Bottom Line: Fashionably late but with a sharp design
THE clamour of discount shoppers remains as loud around the catwalk as in the supermarket aisles. Look at Primark, where the passion for hot fashion at low prices helped keep a recent dip in sugar prices from souring the results of Associated British Foods, its parent company. While its four per cent like-for-like growth is nothing to be sniffed at, the real secret of the retailer’s success is its rate of store expansion. Sales for the first half of the year were up 14 per cent overall and profits were 26 per cent higher on the previous year.
More space plus more sales per square foot equals a winning design. That presumably is the thinking behind Primark’s latest overseas venture to the US. Its first Boston store will be 70,000 square feet. High sales volume in a barn like that will augur well for wider expansion.
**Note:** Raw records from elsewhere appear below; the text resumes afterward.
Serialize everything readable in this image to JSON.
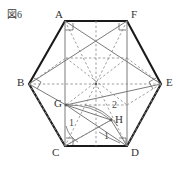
{
  "figure": {
    "caption": "図6",
    "shape": "regular-hexagon",
    "colors": {
      "outline": "#1a1a1a",
      "solid_inner": "#6b6b6b",
      "dashed_inner": "#8c8c8c",
      "arc": "#7a7a7a",
      "label_text": "#333333",
      "caption_text": "#3a3a3a",
      "background": "#ffffff"
    },
    "vertices": [
      {
        "id": "A",
        "label": "A",
        "x": 65,
        "y": 21,
        "label_x": 55,
        "label_y": 12
      },
      {
        "id": "F",
        "label": "F",
        "x": 127,
        "y": 21,
        "label_x": 132,
        "label_y": 12
      },
      {
        "id": "E",
        "label": "E",
        "x": 161,
        "y": 84,
        "label_x": 167,
        "label_y": 78
      },
      {
        "id": "D",
        "label": "D",
        "x": 127,
        "y": 146,
        "label_x": 132,
        "label_y": 148
      },
      {
        "id": "C",
        "label": "C",
        "x": 65,
        "y": 146,
        "label_x": 53,
        "label_y": 148
      },
      {
        "id": "B",
        "label": "B",
        "x": 29,
        "y": 84,
        "label_x": 18,
        "label_y": 78
      }
    ],
    "interior_points": [
      {
        "id": "G",
        "label": "G",
        "x": 66,
        "y": 105,
        "label_x": 55,
        "label_y": 99
      },
      {
        "id": "H",
        "label": "H",
        "x": 111,
        "y": 120,
        "label_x": 116,
        "label_y": 115
      }
    ],
    "angle_marks": [
      {
        "id": "angle-1-left",
        "label": "1",
        "x": 71,
        "y": 122
      },
      {
        "id": "angle-2-mid",
        "label": "2",
        "x": 114,
        "y": 105
      },
      {
        "id": "angle-1-right",
        "label": "1",
        "x": 106,
        "y": 135
      }
    ],
    "right_angle_vertices": [
      "A",
      "B",
      "C",
      "D",
      "E",
      "F"
    ]
  }
}
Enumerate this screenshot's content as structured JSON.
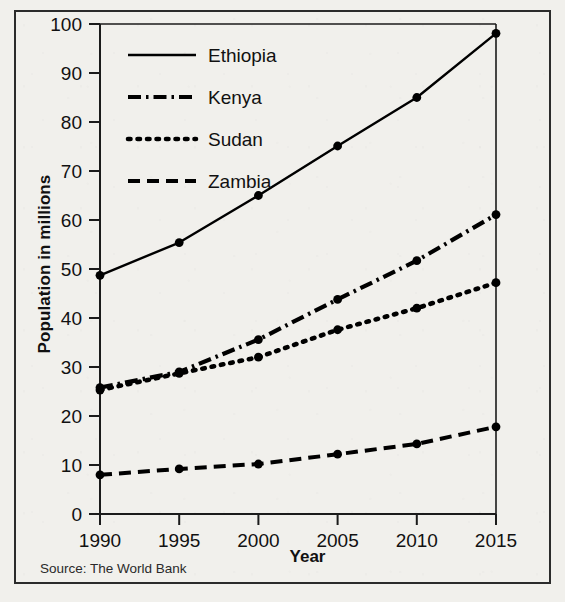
{
  "figure": {
    "source_note": "Source: The World Bank"
  },
  "chart_data": {
    "type": "line",
    "title": "",
    "xlabel": "Year",
    "ylabel": "Population in millions",
    "x": [
      1990,
      1995,
      2000,
      2005,
      2010,
      2015
    ],
    "xticklabels": [
      "1990",
      "1995",
      "2000",
      "2005",
      "2010",
      "2015"
    ],
    "yticks": [
      0,
      10,
      20,
      30,
      40,
      50,
      60,
      70,
      80,
      90,
      100
    ],
    "yticklabels": [
      "0",
      "10",
      "20",
      "30",
      "40",
      "50",
      "60",
      "70",
      "80",
      "90",
      "100"
    ],
    "xlim": [
      1990,
      2015
    ],
    "ylim": [
      0,
      100
    ],
    "grid": false,
    "legend_position": "upper-left-inside",
    "marker": "filled-circle",
    "line_color": "#000000",
    "series": [
      {
        "name": "Ethiopia",
        "dash": "solid",
        "values": [
          48.7,
          55.4,
          65.0,
          75.1,
          85.0,
          98.1
        ]
      },
      {
        "name": "Kenya",
        "dash": "dash-dot",
        "values": [
          25.8,
          29.0,
          35.6,
          43.8,
          51.7,
          61.1
        ]
      },
      {
        "name": "Sudan",
        "dash": "dotted",
        "values": [
          25.3,
          28.7,
          32.0,
          37.6,
          42.0,
          47.2
        ]
      },
      {
        "name": "Zambia",
        "dash": "dashed",
        "values": [
          8.0,
          9.2,
          10.2,
          12.2,
          14.3,
          17.8
        ]
      }
    ]
  }
}
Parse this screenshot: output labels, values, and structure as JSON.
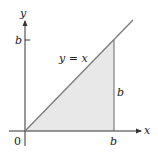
{
  "diagram": {
    "axes": {
      "x_label": "x",
      "y_label": "y",
      "origin_label": "0"
    },
    "x_tick_label": "b",
    "y_tick_label": "b",
    "line_label": "y = x",
    "side_label": "b",
    "region": "triangle under y = x from x = 0 to x = b",
    "colors": {
      "fill": "#e8e8e8",
      "line": "#7a7a7a",
      "axis": "#333333"
    }
  }
}
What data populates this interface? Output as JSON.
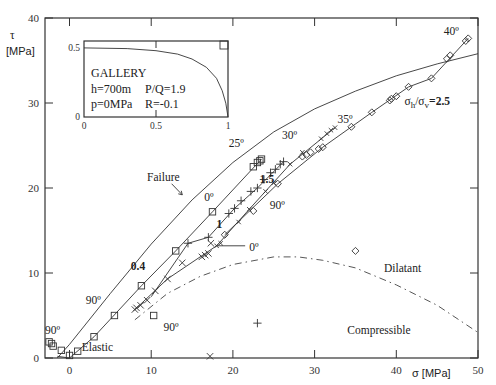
{
  "chart_data": {
    "type": "scatter",
    "title": "",
    "xlabel": "σ [MPa]",
    "ylabel": "τ [MPa]",
    "xlim": [
      -3,
      50
    ],
    "ylim": [
      0,
      40
    ],
    "x_ticks": [
      0,
      10,
      20,
      30,
      40,
      50
    ],
    "y_ticks": [
      0,
      10,
      20,
      30,
      40
    ],
    "grid": false,
    "curves": [
      {
        "name": "Failure",
        "style": "solid",
        "points": [
          [
            -1.5,
            0
          ],
          [
            0,
            1.6
          ],
          [
            5,
            7.6
          ],
          [
            10,
            13.4
          ],
          [
            15,
            18.6
          ],
          [
            20,
            23
          ],
          [
            25,
            26.6
          ],
          [
            30,
            29.3
          ],
          [
            35,
            31.4
          ],
          [
            40,
            33.2
          ],
          [
            45,
            34.6
          ],
          [
            50,
            35.8
          ]
        ]
      },
      {
        "name": "Dilatant/Compressible boundary",
        "style": "dash-dot",
        "points": [
          [
            8,
            4.5
          ],
          [
            12,
            7.6
          ],
          [
            16,
            9.6
          ],
          [
            20,
            11
          ],
          [
            25,
            11.9
          ],
          [
            28,
            11.9
          ],
          [
            31,
            11.5
          ],
          [
            35,
            10.6
          ],
          [
            40,
            8.6
          ],
          [
            45,
            6.2
          ],
          [
            50,
            3
          ]
        ]
      }
    ],
    "series": [
      {
        "name": "σh/σv=0.4",
        "marker": "square",
        "points": [
          [
            -2.5,
            1.9
          ],
          [
            -2.2,
            1.7
          ],
          [
            -2,
            1.4
          ],
          [
            -1,
            0.9
          ],
          [
            0,
            0.3
          ],
          [
            1,
            0.8
          ],
          [
            3,
            2.5
          ],
          [
            5.5,
            5
          ],
          [
            8.8,
            8.5
          ],
          [
            10.3,
            5
          ],
          [
            13,
            12.6
          ],
          [
            17.5,
            17.2
          ],
          [
            22.5,
            22.5
          ],
          [
            23,
            23
          ],
          [
            23.3,
            23.2
          ],
          [
            23.5,
            23.4
          ]
        ]
      },
      {
        "name": "σh/σv=1",
        "marker": "plus",
        "points": [
          [
            14.5,
            13.5
          ],
          [
            17,
            14.2
          ],
          [
            19.5,
            17
          ],
          [
            20.2,
            17.6
          ],
          [
            21,
            18.5
          ],
          [
            22.2,
            19.6
          ],
          [
            23,
            20
          ],
          [
            23.8,
            21
          ],
          [
            24.6,
            21.8
          ],
          [
            25.2,
            22.2
          ],
          [
            25.8,
            22.8
          ],
          [
            26.2,
            23.1
          ],
          [
            23,
            4.1
          ]
        ]
      },
      {
        "name": "σh/σv=1 (low)",
        "marker": "cross",
        "points": [
          [
            8,
            5.7
          ],
          [
            8.2,
            5.9
          ],
          [
            8.7,
            6.2
          ],
          [
            9.5,
            6.8
          ],
          [
            10.5,
            7.9
          ],
          [
            12,
            9.3
          ],
          [
            13.8,
            11.2
          ],
          [
            16.2,
            11.9
          ],
          [
            16.6,
            12.1
          ],
          [
            17,
            12.3
          ],
          [
            17.3,
            13.5
          ],
          [
            17.2,
            0.2
          ]
        ]
      },
      {
        "name": "σh/σv=1.5",
        "marker": "x",
        "points": [
          [
            18,
            13.2
          ],
          [
            18.5,
            13.5
          ],
          [
            20.7,
            16
          ],
          [
            22,
            17.5
          ],
          [
            24,
            19.6
          ],
          [
            25,
            20.6
          ],
          [
            27,
            22.8
          ],
          [
            28.5,
            24.2
          ],
          [
            30.8,
            25.8
          ],
          [
            31.5,
            26.4
          ],
          [
            32,
            26.8
          ],
          [
            32.5,
            27.1
          ]
        ]
      },
      {
        "name": "σh/σv=2.5",
        "marker": "diamond",
        "points": [
          [
            19,
            14.5
          ],
          [
            22.5,
            17.3
          ],
          [
            25.5,
            20.5
          ],
          [
            28.5,
            23.7
          ],
          [
            29,
            23.9
          ],
          [
            29.5,
            24.2
          ],
          [
            30.5,
            24.6
          ],
          [
            31,
            24.8
          ],
          [
            34.5,
            27.2
          ],
          [
            37,
            28.9
          ],
          [
            39.2,
            30.3
          ],
          [
            39.4,
            30.5
          ],
          [
            40,
            30.8
          ],
          [
            41.5,
            31.9
          ],
          [
            44.3,
            32.9
          ],
          [
            46.2,
            35.2
          ],
          [
            46.6,
            35.6
          ],
          [
            48.5,
            37.3
          ],
          [
            48.8,
            37.6
          ],
          [
            35,
            12.6
          ]
        ]
      }
    ],
    "annotations": [
      {
        "text": "90º",
        "x": -3,
        "y": 2.8
      },
      {
        "text": "90º",
        "x": 2,
        "y": 6.3
      },
      {
        "text": "90º",
        "x": 11.5,
        "y": 3.2
      },
      {
        "text": "90º",
        "x": 24.5,
        "y": 17.5
      },
      {
        "text": "0º",
        "x": 16.5,
        "y": 18.5
      },
      {
        "text": "0º",
        "x": 22,
        "y": 12.6
      },
      {
        "text": "25º",
        "x": 19.5,
        "y": 24.8
      },
      {
        "text": "30º",
        "x": 26,
        "y": 25.8
      },
      {
        "text": "35º",
        "x": 32.8,
        "y": 27.6
      },
      {
        "text": "40º",
        "x": 45.8,
        "y": 38
      },
      {
        "text": "0.4",
        "x": 7.5,
        "y": 10.4
      },
      {
        "text": "1",
        "x": 18,
        "y": 15.3
      },
      {
        "text": "1.5",
        "x": 23.3,
        "y": 20.6
      },
      {
        "text": "σh/σv=2.5",
        "x": 41,
        "y": 29.8
      },
      {
        "text": "Failure",
        "x": 9.5,
        "y": 20.8
      },
      {
        "text": "Dilatant",
        "x": 38.5,
        "y": 10.1
      },
      {
        "text": "Compressible",
        "x": 34,
        "y": 2.8
      },
      {
        "text": "Elastic",
        "x": 1.5,
        "y": 0.8
      }
    ],
    "inset": {
      "title": "GALLERY",
      "lines": [
        "h=700m",
        "p=0MPa",
        "P/Q=1.9",
        "R=-0.1"
      ],
      "xlim": [
        0,
        1
      ],
      "ylim": [
        0,
        0.55
      ],
      "x_ticks": [
        "0",
        "0.5",
        "1"
      ],
      "y_ticks": [
        "0",
        "0.5"
      ],
      "curve": [
        [
          0,
          0.5
        ],
        [
          0.3,
          0.495
        ],
        [
          0.5,
          0.48
        ],
        [
          0.65,
          0.455
        ],
        [
          0.75,
          0.42
        ],
        [
          0.85,
          0.36
        ],
        [
          0.92,
          0.28
        ],
        [
          0.96,
          0.19
        ],
        [
          0.985,
          0.1
        ],
        [
          1,
          0
        ]
      ]
    }
  },
  "axes": {
    "x_title": "σ [MPa]",
    "y_title_symbol": "τ",
    "y_title_unit": "[MPa]"
  },
  "inset_labels": {
    "title": "GALLERY",
    "depth": "h=700m",
    "pressure": "p=0MPa",
    "ratio": "P/Q=1.9",
    "r_value": "R=-0.1"
  }
}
Topshop’s recent success across the Atlantic shows a UK firm can make it on the US fashion scene, but of course now Primark has to compete, not just with local low-cost chains like Target but all the fast fashion favourites from Europe that have beaten it to American soil – notably Zara and H&M. Uniqlo is also building up a stateside portfolio of stores, with its first Boston store opening this autumn. H&M and Zara both already have branches in Boston – H&M’s is even in Downtown Crossing, the same district as the new Primark flagship.
Primark is a company in its prime. But turning up this fashionably late to the US party, it will need to make quite an entrance.